Computerworld
It's the smaller disasters that matter
Paul Brislen  12 May, 2005 14:37

Mention disaster recovery to most businesses and they automatically start to think about power failures, earthquakes or some kind of nationwide catastrophe. It's because of that attitude, says Plan-B founder and director Martin Wellesley, that disaster recovery plans tend to be vague and ultimately not worth the paper they're printed on.

Instead, Wellesley says disaster recovery plans should focus on the real issue at hand: what kind of outage will affect the business itself.

"If an earthquake flattens the city, frankly, you're not going to be worrying about getting that shipment off to the airport in a timely manner, are you?" Wellesley says companies shouldn't plan for Civil Defence-size disasters; instead, they should first consider what would happen to if a disaster struck only their own business.

"That's the worst case scenario here. If something happens that takes out your business and your ability to service your customers - but leaves the rest of the market intact - you will lose business."

Enter Plan-B. Wellesley says by targeting issues or failures rather than catastrophes, Plan-B provides a service that is actually useful to companies on a regular basis instead of being protection against something that may never happen.

"We conduct a test of the backup system that's already in place, to see if we can take the tapes and restore the system on our hardware, lay out the details of what we'd need to do and what the customer would need to do - before they pay for anything."

Plan-B's approach is to have its own hardware on standby ready for the call to arms. Because it manages its customer load carefully - Plan-B ensures it doesn't take too many clients from any one building, for example - customers can expect to have their "nerve centre" up and running again within 24 hours.

"Most expect to have things back up within a day and that's what we aim to deliver."

Plan-B charges an average of $450 a month per customer with an additional fee should the recovery plan be activated. For that money, Wellesley says the customers are buying "peace of mind" and that the company prices its services at that level so the customer doesn't even have to think twice about signing on.

Lumley Insurance was one of Plan-B's earliest customers and business solutions manager Greg Covey describes the price as "extremely good value". Because of the relatively low pricing, Covey says Lumley makes more use of the service than it would a traditional full-scale disaster recovery plan.

"If a server goes down we put a call through to the technical support and one through to Plan-B. That way if it takes four hours and the server still isn't up, we're already well underway getting our systems backed up via Plan-B."

Wellesley says other companies are also using the service for these kinds of failures rather than waiting for the full-on catastrophe.

"We've been called by one client and asked to find an email that had been deleted from the operational server. We restored the tapes and found the email for them and it turned out to be an important part of a legal matter."

Wellesley says he talks initially about Plan-B to CIOs and CFOs, rather than IT managers, because it's the financial managers who are responsible for business continuity.

"They aren't looking at the detail of how do I back up and where do I store my tapes, they're looking at the business issue of what happens if my nerve centre is offline for three days."

Plan-B operates three facilities in Auckland: two locked-down facilities in Mt Wellington and Albany that offer up to 90 seats should a client need to relocate employees such as callcentre staff, and its head office in a purpose-built centre in Albany.

Plan-B stores its customers' backup at the head office tapes and despatches its couriers to regularly collect and rotate the tapes.

"We find most customers are happier with tapes than using telecommunications to pump the data to us. Besides, if they want it fed back to them at a new location having a tape makes that trivial whereas trying to find out whether the new premises has fibre access, hooking that up, getting the telco techs on site and all of that can be quit a mission."

Plan-B is also fitting out two trucks to act as mobile nerve centres. Each truck will have room for nine workstations as well as racks for servers and can be parked in a company's carpark for the duration of any outage.

Plan-B is also building a number of larger re-locatable units that will house 16 workstations and have full kitchen and bathroom facilities.

"We find some companies want their staff to stay on-site if an outage occurs, so we can drive one of these out, plug it in and they're up and running."

Plan-B currently has around 250 customers and is receiving interest from the UK as well as Australia. The company has successfully trialled the service for a UK firm and hopes to offer service in other centres in New Zealand in the near future.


» **TASK STATEMENT**
Please return every line in the entries below with the word "Germany" in it.

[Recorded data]
-----
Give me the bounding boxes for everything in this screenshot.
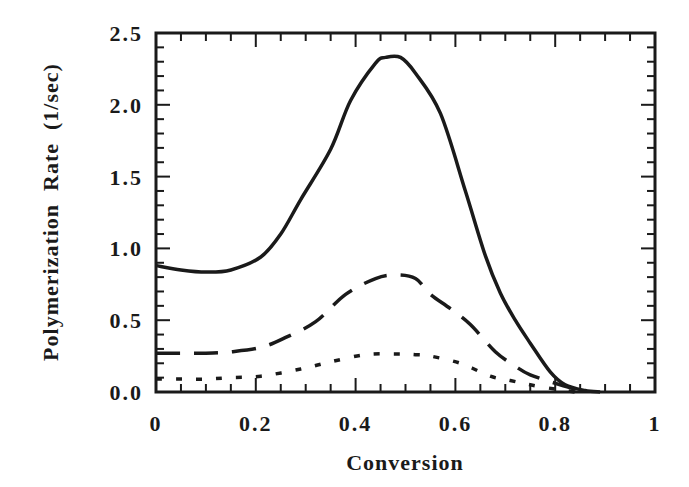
y-tick-label: 2.0 (110, 93, 144, 118)
y-tick-label: 1.5 (110, 165, 144, 190)
data-series (156, 56, 600, 392)
x-tick-label: 0.6 (439, 411, 473, 436)
y-tick-label: 0.0 (110, 380, 144, 405)
polymerization-rate-chart: 00.20.40.60.81 0.00.51.01.52.02.5 Conver… (0, 0, 689, 487)
y-tick-label: 2.5 (110, 21, 144, 46)
series-dashed-line (156, 275, 585, 392)
y-tick-label: 0.5 (110, 308, 144, 333)
y-axis-title: Polymerization Rate (1/sec) (38, 63, 63, 361)
series-dotted-line (156, 354, 575, 392)
x-tick-labels: 00.20.40.60.81 (150, 411, 662, 436)
x-tick-label: 0 (150, 411, 163, 436)
x-axis-title: Conversion (346, 450, 464, 475)
x-tick-label: 0.8 (538, 411, 572, 436)
series-solid-line (156, 56, 600, 392)
plot-frame (156, 33, 655, 392)
y-tick-labels: 0.00.51.01.52.02.5 (110, 21, 144, 405)
x-tick-label: 0.2 (239, 411, 273, 436)
y-tick-label: 1.0 (110, 236, 144, 261)
x-tick-label: 1 (649, 411, 662, 436)
axis-ticks (156, 33, 655, 392)
x-tick-label: 0.4 (339, 411, 373, 436)
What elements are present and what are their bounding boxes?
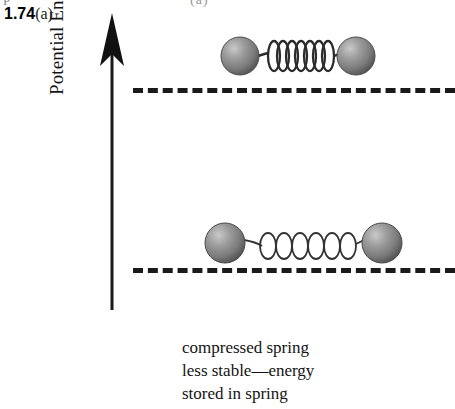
- sphere-upper-right: [337, 37, 375, 75]
- compressed-spring-assembly: [221, 37, 375, 75]
- relaxed-spring-coils: [260, 233, 356, 259]
- sphere-lower-right: [362, 223, 402, 263]
- figure-container: P (a) 1.74(a) Potential Energy: [0, 0, 455, 409]
- caption-line-3: stored in spring: [182, 382, 447, 405]
- compressed-spring-coils: [268, 41, 334, 71]
- sphere-lower-left: [205, 223, 245, 263]
- caption-line-1: compressed spring: [182, 336, 447, 359]
- sphere-upper-left: [221, 37, 259, 75]
- relaxed-spring-assembly: [205, 223, 402, 263]
- caption-line-2: less stable—energy: [182, 359, 447, 382]
- figure-caption: compressed spring less stable—energy sto…: [182, 336, 447, 405]
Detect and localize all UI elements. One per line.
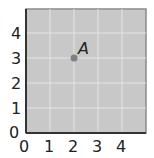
x-tick-1: 1: [44, 137, 54, 156]
point-a-marker: [71, 55, 78, 62]
y-tick-3: 3: [11, 49, 21, 68]
x-tick-4: 4: [116, 137, 126, 156]
y-tick-2: 2: [11, 74, 21, 93]
x-tick-0: 0: [19, 137, 29, 156]
coordinate-grid-chart: 0 1 2 3 4 0 1 2 3 4 A: [0, 0, 154, 158]
plot-area: [26, 9, 146, 133]
x-tick-2: 2: [68, 137, 78, 156]
y-tick-4: 4: [11, 24, 21, 43]
point-a-label: A: [77, 39, 89, 58]
y-tick-0: 0: [9, 123, 19, 142]
x-tick-3: 3: [92, 137, 102, 156]
y-tick-1: 1: [11, 99, 21, 118]
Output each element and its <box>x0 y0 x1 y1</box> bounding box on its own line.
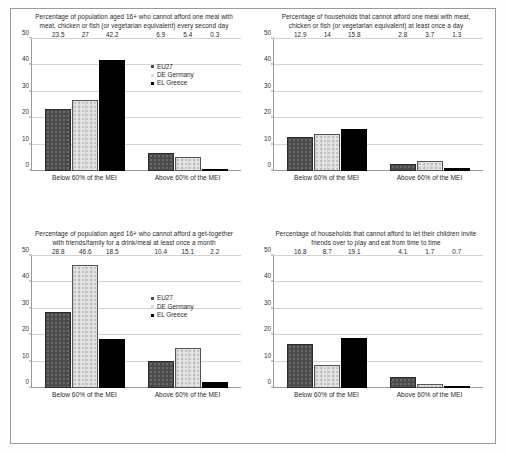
bar-value-label: 15.1 <box>182 248 194 255</box>
bar-value-label: 2.2 <box>210 248 219 255</box>
bar-group: 12.91415.8 <box>276 39 379 171</box>
y-tick-label: 50 <box>22 29 29 36</box>
bar-group: 4.11.70.7 <box>379 256 482 388</box>
bar-de[interactable]: 14 <box>314 134 340 171</box>
y-tick-label: 30 <box>264 298 271 305</box>
x-tick-label: Above 60% of the MEI <box>378 171 481 187</box>
y-tick-label: 50 <box>264 246 271 253</box>
legend-item-de: DE Germany <box>151 71 194 79</box>
y-tick-label: 20 <box>22 108 29 115</box>
bar-slot: 8.7 <box>314 256 340 388</box>
plot-wrapper: 0102030405012.91415.82.83.71.3 Below 60%… <box>273 39 483 187</box>
bar-value-label: 5.4 <box>183 31 192 38</box>
y-tick-mark <box>29 255 32 256</box>
legend-item-el: EL Greece <box>151 79 194 87</box>
x-axis-labels: Below 60% of the MEI Above 60% of the ME… <box>275 388 481 404</box>
y-tick-mark <box>29 360 32 361</box>
y-tick-mark <box>271 307 274 308</box>
y-tick-mark <box>29 170 32 171</box>
bar-el[interactable]: 19.1 <box>341 338 367 388</box>
bar-value-label: 2.8 <box>398 31 407 38</box>
bar-de[interactable]: 3.7 <box>417 161 443 171</box>
bar-de[interactable]: 27 <box>72 100 98 171</box>
bar-value-label: 4.1 <box>398 248 407 255</box>
bar-eu27[interactable]: 12.9 <box>287 137 313 171</box>
y-tick-mark <box>271 387 274 388</box>
bar-value-label: 1.3 <box>452 31 461 38</box>
bar-group: 23.52742.2 <box>34 39 137 171</box>
bar-value-label: 1.7 <box>425 248 434 255</box>
legend: EU27 DE Germany EL Greece <box>151 294 194 319</box>
bar-groups: 23.52742.26.95.40.3 <box>34 39 239 171</box>
y-tick-mark <box>271 64 274 65</box>
bar-slot: 5.4 <box>175 39 201 171</box>
y-tick-label: 20 <box>264 325 271 332</box>
bar-slot: 15.8 <box>341 39 367 171</box>
bar-eu27[interactable]: 23.5 <box>45 109 71 171</box>
legend-label: EL Greece <box>157 311 187 319</box>
bar-value-label: 8.7 <box>323 248 332 255</box>
legend-label: EL Greece <box>157 79 187 87</box>
bar-eu27[interactable]: 6.9 <box>148 153 174 171</box>
bar-el[interactable]: 42.2 <box>99 60 125 171</box>
legend-label: EU27 <box>157 294 173 302</box>
y-tick-label: 30 <box>22 298 29 305</box>
plot-wrapper: 0102030405028.846.618.510.415.12.2 Below… <box>31 256 241 404</box>
x-axis-labels: Below 60% of the MEI Above 60% of the ME… <box>275 171 481 187</box>
legend-swatch-icon <box>151 297 154 300</box>
y-tick-mark <box>29 38 32 39</box>
bar-value-label: 23.5 <box>52 31 64 38</box>
y-tick-label: 40 <box>264 55 271 62</box>
bar-de[interactable]: 5.4 <box>175 157 201 171</box>
y-tick-label: 10 <box>264 351 271 358</box>
y-tick-mark <box>271 143 274 144</box>
bar-slot: 42.2 <box>99 39 125 171</box>
bar-de[interactable]: 8.7 <box>314 365 340 388</box>
legend-item-eu27: EU27 <box>151 63 194 71</box>
y-tick-mark <box>271 281 274 282</box>
bar-slot: 4.1 <box>390 256 416 388</box>
x-axis-labels: Below 60% of the MEI Above 60% of the ME… <box>33 171 239 187</box>
figure-frame: Percentage of population aged 16+ who ca… <box>10 8 496 444</box>
chart-bottom-right: Percentage of households that cannot aff… <box>253 226 495 443</box>
bar-el[interactable]: 18.5 <box>99 339 125 388</box>
legend-item-el: EL Greece <box>151 311 194 319</box>
y-tick-mark <box>29 143 32 144</box>
figure-page: Percentage of population aged 16+ who ca… <box>0 0 506 454</box>
bar-de[interactable]: 46.6 <box>72 265 98 388</box>
bar-slot: 2.2 <box>202 256 228 388</box>
bar-slot: 18.5 <box>99 256 125 388</box>
plot-area: 0102030405023.52742.26.95.40.3 <box>31 39 241 171</box>
bar-value-label: 15.8 <box>348 31 360 38</box>
y-tick-label: 30 <box>264 81 271 88</box>
bar-eu27[interactable]: 10.4 <box>148 361 174 388</box>
bar-groups: 28.846.618.510.415.12.2 <box>34 256 239 388</box>
bar-slot: 6.9 <box>148 39 174 171</box>
y-tick-mark <box>29 64 32 65</box>
y-tick-label: 30 <box>22 81 29 88</box>
bar-value-label: 19.1 <box>348 248 360 255</box>
chart-top-right: Percentage of households that cannot aff… <box>253 9 495 226</box>
y-tick-label: 20 <box>264 108 271 115</box>
legend-label: DE Germany <box>157 303 194 311</box>
y-tick-mark <box>29 117 32 118</box>
y-tick-label: 0 <box>267 161 271 168</box>
bar-de[interactable]: 15.1 <box>175 348 201 388</box>
bar-eu27[interactable]: 16.8 <box>287 344 313 388</box>
bar-value-label: 0.7 <box>452 248 461 255</box>
bar-eu27[interactable]: 2.8 <box>390 164 416 171</box>
y-tick-label: 20 <box>22 325 29 332</box>
bar-slot: 46.6 <box>72 256 98 388</box>
bar-slot: 2.8 <box>390 39 416 171</box>
bar-eu27[interactable]: 28.8 <box>45 312 71 388</box>
legend-swatch-icon <box>151 65 154 68</box>
bar-slot: 10.4 <box>148 256 174 388</box>
x-tick-label: Below 60% of the MEI <box>275 171 378 187</box>
bar-slot: 19.1 <box>341 256 367 388</box>
bar-slot: 1.3 <box>444 39 470 171</box>
legend-item-eu27: EU27 <box>151 294 194 302</box>
y-tick-mark <box>271 255 274 256</box>
bar-eu27[interactable]: 4.1 <box>390 377 416 388</box>
bar-value-label: 46.6 <box>79 248 91 255</box>
bar-el[interactable]: 15.8 <box>341 129 367 171</box>
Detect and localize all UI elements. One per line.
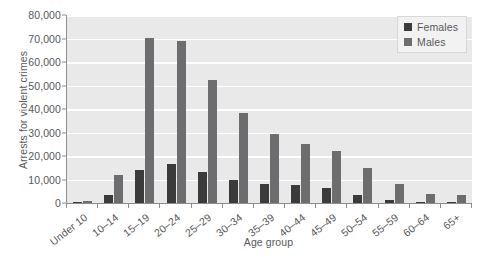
x-tick-mark	[159, 204, 160, 208]
x-tick-mark	[191, 204, 192, 208]
bar-group	[285, 15, 316, 203]
bar-females	[322, 188, 331, 203]
x-tick-mark	[97, 204, 98, 208]
bar-males	[301, 144, 310, 203]
legend-item-females[interactable]: Females	[404, 21, 458, 33]
bar-males	[208, 80, 217, 203]
bar-group	[67, 15, 98, 203]
x-tick-mark	[440, 204, 441, 208]
x-tick-mark	[409, 204, 410, 208]
bar-chart: Arrests for violent crimes 010,00020,000…	[0, 0, 477, 257]
bar-females	[385, 200, 394, 203]
x-tick-mark	[66, 204, 67, 208]
bar-females	[353, 195, 362, 203]
bar-males	[457, 195, 466, 203]
bar-group	[129, 15, 160, 203]
x-tick-mark	[128, 204, 129, 208]
y-tick-label: 20,000	[28, 150, 61, 162]
x-tick-mark	[471, 204, 472, 208]
y-tick-label: 60,000	[28, 56, 61, 68]
y-tick-label: 80,000	[28, 9, 61, 21]
bar-males	[239, 113, 248, 203]
bar-males	[114, 175, 123, 203]
y-tick-label: 0	[55, 197, 61, 209]
y-tick-label: 50,000	[28, 80, 61, 92]
bar-group	[254, 15, 285, 203]
x-tick-mark	[378, 204, 379, 208]
bar-females	[416, 202, 425, 203]
legend-swatch-icon	[404, 38, 412, 46]
bar-females	[260, 184, 269, 203]
y-tick-label: 40,000	[28, 103, 61, 115]
y-tick-label: 10,000	[28, 174, 61, 186]
bar-males	[270, 134, 279, 203]
x-tick-mark	[315, 204, 316, 208]
x-tick-mark	[284, 204, 285, 208]
legend-label: Males	[417, 36, 446, 48]
bar-males	[395, 184, 404, 203]
bar-group	[160, 15, 191, 203]
x-axis-title: Age group	[66, 236, 471, 248]
bar-females	[229, 180, 238, 204]
y-tick-label: 30,000	[28, 127, 61, 139]
y-tick-label: 70,000	[28, 33, 61, 45]
bar-group	[223, 15, 254, 203]
bar-males	[145, 38, 154, 203]
bar-males	[332, 151, 341, 203]
bar-males	[426, 194, 435, 203]
x-tick-mark	[253, 204, 254, 208]
x-tick-mark	[346, 204, 347, 208]
bar-females	[447, 202, 456, 203]
bar-males	[177, 41, 186, 203]
x-tick-mark	[222, 204, 223, 208]
bar-females	[135, 170, 144, 203]
legend-swatch-icon	[404, 23, 412, 31]
bar-group	[192, 15, 223, 203]
bar-females	[167, 164, 176, 203]
bar-males	[83, 201, 92, 203]
legend: FemalesMales	[397, 16, 467, 53]
bar-group	[347, 15, 378, 203]
y-axis-ticks: 010,00020,00030,00040,00050,00060,00070,…	[14, 0, 66, 257]
bar-group	[316, 15, 347, 203]
legend-label: Females	[417, 21, 458, 33]
bar-group	[98, 15, 129, 203]
legend-item-males[interactable]: Males	[404, 36, 458, 48]
bar-females	[198, 172, 207, 203]
bar-males	[363, 168, 372, 203]
bar-females	[104, 195, 113, 203]
bar-females	[291, 185, 300, 203]
bar-females	[73, 202, 82, 203]
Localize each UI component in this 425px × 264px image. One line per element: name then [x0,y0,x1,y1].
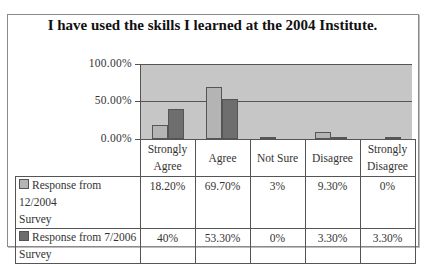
cell: 9.30% [305,177,360,229]
cell: 0% [250,229,305,264]
cell: 69.70% [195,177,250,229]
category-strongly-disagree: StronglyDisagree [360,140,415,177]
cell: 3% [250,177,305,229]
cell: 3.30% [305,229,360,264]
table-row: Response from 7/2006Survey 40% 53.30% 0%… [16,229,416,264]
y-tick-50: 50.00% [62,94,132,106]
legend-swatch-icon [19,179,29,189]
cell: 0% [360,177,415,229]
category-disagree: Disagree [305,140,360,177]
bar [168,109,184,139]
legend-swatch-icon [19,231,29,241]
gridline-50 [141,101,412,102]
chart-title: I have used the skills I learned at the … [0,17,425,34]
category-agree: Agree [195,140,250,177]
table-row: Response from 12/2004Survey 18.20% 69.70… [16,177,416,229]
bar [315,132,331,139]
legend-series-2004: Response from 12/2004Survey [16,177,141,229]
cell: 40% [140,229,195,264]
cell: 3.30% [360,229,415,264]
category-strongly-agree: StronglyAgree [140,140,195,177]
gridline-100 [141,64,412,65]
bar [152,125,168,139]
cell: 18.20% [140,177,195,229]
bar [206,87,222,139]
category-not-sure: Not Sure [250,140,305,177]
legend-series-2006: Response from 7/2006Survey [16,229,141,264]
data-table: StronglyAgree Agree Not Sure Disagree St… [15,139,416,264]
bar [222,99,238,139]
cell: 53.30% [195,229,250,264]
y-tick-100: 100.00% [62,57,132,69]
plot-area [140,64,412,139]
-----
» **ANSWER SECTION**
legend-item-de: DE Germany <box>151 71 194 79</box>
legend: EU27 DE Germany EL Greece <box>151 294 194 319</box>
legend-label: DE Germany <box>157 303 194 311</box>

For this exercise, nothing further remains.